Reading List
The most recent articles from a list of feeds I subscribe to.
8 Steps to Find the Best Web Developer Job
Here you are! In front of a powerful CTO of the best we-will-disturb-the-market-startup in town. You answered a job offer promising money and glory, soon they will be all yours.
To warm you, the mighty CTO begins to ask you to draw a B-Tree on a shiny whiteboard. Easy peasy, you draw a wonderful tree you saw in a garden today. Then, he gives you a sheet of paper to test “your skills”. You have to “code” on it a complete Chess application in 5 hours, AI included.
Anemic Domain Model vs Rich Domain Model with Examples
Today is a great day: you will begin to develop the new greenfield project of the soon-very-successful startup you work for, as a PHP Ninja Wizard of the Crown. You and Dave (your colleague developer) have been chosen to develop this new application.
Finally you will do something else than fixing and refactoring crappy code from old PHP 4 spaghetti projects!
Everything begins well. You set up the project’s backbones quickly and Dave is in charge to implement the first functionalities.
Side Projects for Software Developers: Tools and Practices
Here we are! This is the second article from my series explaining how to succeed with your side projects. The first part is here.
I’m sure by know you read the first part every time you go to bed, so you won’t have difficulties to link it to this article. If not, I would advise you to read it first.
We’ll focus on the tools this time. What techniques did I use to successfully build the first beta version of my side project Sharetoall?
A Mouseless Development Environment
Once upon a time, I was a proud Ubuntu user. It was easy to install, easy to use, and it seemed to answer my needs.
But month after month, my pride decreased as much as my annoyance increased. Ubuntu was letting me down:
- Weird display bugs were popping from time to time.
- It was slow.
- I had to compile manually a lot of applications not available (are outdated).
- I had to learn a lot of random shortcuts for every tool I was using.
I didn’t know better, so I stuck with it for years. Then, the tragedy: one morning, fresh and motivated, I decided to upgrade my LTS version. My whole system crashed. I couldn’t start Ubuntu anymore. I spent hours trying to fix the whole system, but I didn’t know how Linux-based systems were working. Where to begin? What to do?
Developer Side Projects: 10 Steps From Creation to Launch
It’s 2am. Your eyes are tired, you know you’re coding nonsense but you can’t look away from your computer. With a shacking hand you catch a bottle containing a mix of sugar and caffeine. This horrible bug in your code won’t let you in peace till you destroy it.
You spent five hours non-stop on it. But still, you don’t see the end of the nightmare. Your bed call you, but you don’t listen. The code is the most important.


Every record below must come back exactly as written, with the images dropped.

^^^^^^^^

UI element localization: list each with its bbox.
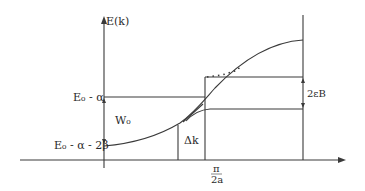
gap-up-arrow-icon	[301, 78, 305, 83]
x-tick-denominator: 2a	[211, 174, 223, 185]
width-label: W₀	[115, 114, 131, 127]
lower-split-line	[186, 109, 303, 121]
x-tick-numerator: π	[213, 163, 220, 174]
level-top-label: E₀ - α	[73, 91, 104, 104]
y-axis-label: E(k)	[106, 15, 129, 28]
band-curve	[104, 40, 303, 146]
x-axis-arrow-icon	[338, 157, 346, 163]
gap-label: 2εB	[307, 88, 326, 99]
tangent-line	[183, 104, 203, 122]
band-diagram: E(k) E₀ - α E₀ - α - 2β W₀ 2εB Δk π 2a	[0, 0, 365, 191]
gap-down-arrow-icon	[301, 103, 305, 108]
delta-k-label: Δk	[184, 134, 199, 147]
level-bottom-label: E₀ - α - 2β	[54, 139, 109, 152]
dotted-curve	[207, 66, 240, 77]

^^^^^^^^

▶ _RESPONSE TO THIS TASK_
UI element localization: list each with its bbox.
gap-up-arrow-icon	[301, 78, 305, 83]
x-tick-denominator: 2a	[211, 174, 223, 185]
width-label: W₀	[115, 114, 131, 127]
lower-split-line	[186, 109, 303, 121]
x-tick-numerator: π	[213, 163, 220, 174]
level-top-label: E₀ - α	[73, 91, 104, 104]
y-axis-label: E(k)	[106, 15, 129, 28]
band-curve	[104, 40, 303, 146]
x-axis-arrow-icon	[338, 157, 346, 163]
gap-label: 2εB	[307, 88, 326, 99]
tangent-line	[183, 104, 203, 122]
band-diagram: E(k) E₀ - α E₀ - α - 2β W₀ 2εB Δk π 2a	[0, 0, 365, 191]
gap-down-arrow-icon	[301, 103, 305, 108]
delta-k-label: Δk	[184, 134, 199, 147]
level-bottom-label: E₀ - α - 2β	[54, 139, 109, 152]
dotted-curve	[207, 66, 240, 77]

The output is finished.